11 thoughts on “Iran to Israel

  1. I can’t tell if this video is meant to mock Birthright, and I never did the program.
    Still, after so many Jewschool comments ripping Birthright, I still can’t tell what all of the criticism is about. (If the issue is that funding should go to more worthy things–all of the poor people in Israel, day schools in the States–then that makes perfect sence.)
    Otherwise, what exactly is the problem? If you’re anti-Zionist, fine.
    But isn’t the whole idea that Birthright is a brainwashing tool aimed at 18-26 American Jews (because 25-year-old Americans are obviously so susceptible to brainwashing) a bit farfetched?

  2. Jonathan, do you need to review the Zionists=Monkeys cartoon? What bothers some is not that young Jews would be brainwashed to be Zionists. That’s understandable – young people are obviously helpless in the face of Zionist propaganda. That’s why places like Jewschool exist, to deprogram.
    What is beyond the pale is that, despite this high quality deprogramming, young Jews would still CHOOSE to be Zionists. It’s not enough to disagree – they must bludgeoned into submission, ridiculed out of existence, shamed into silence. Their choice is offensive, and for that, they must pay.

  3. The video is from Birthright and it is meant to mock Ahmadinejad’s concern for Palestinian rights. As for brainwashing, that is a bit strong of a term. However, Birthright is overtly focused on indoctrination into Zionist mentality, there is nothing far fetched about that.

  4. Maybe. But it’s farfetched that university-educated young adults, who were raised in one of the world’s most open society, can have their entire thinking transformed (against their better instincts of course) in 10 days.

  5. But it’s farfetched that university-educated young adults, who were raised in one of the world’s most open society, can have their entire thinking transformed (against their better instincts of course) in 10 days.
    Good point I don’t think I’ve seen been made before.

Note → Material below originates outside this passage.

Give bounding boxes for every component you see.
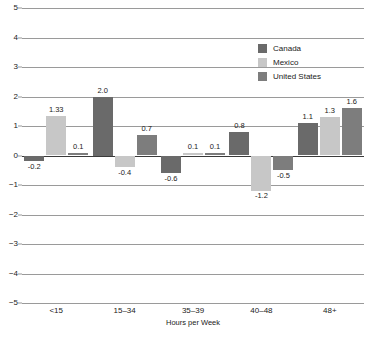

  6. One of my concerns, as someone working in the field of Jewish education, is that the rise of the 10-day beaches-and-booze free trip to Israel has caused a drop in the number of kids going on longer, more substantive trips to Israel.
    I think part of the picture missing from Jonathan1’s comment is that the trip doesn’t aim to transform thinking – thinking rarely enters the picture. It seeks to transform feeling. I’m all for transforming feeling, and engendering a love for Israel as a Jewish homeland or whathaveyou. But Birthright Israel by and large does this in the context of a very narrow political understanding of Israel, and that’s not healthy for the thinking that hopefully happens when the high of the trip wears off. Because the trip is (er, was) so well-funded, this means that a huge percentage of this generation is not learning to love Israel as an ideal – they’re learning to love everything Israel does, right or wrong, even when it’s wrong, because Israel can do no wrong. And that kind of feeling seems to defy thinking.

  7. Hm, I think it’s likelier that — instead of learning to love everything the Israeli govt does & everything that happens in Israel, because Israel can do no wrong — the trip participants just stop loving Israel as soon as something contradicts what they were taught.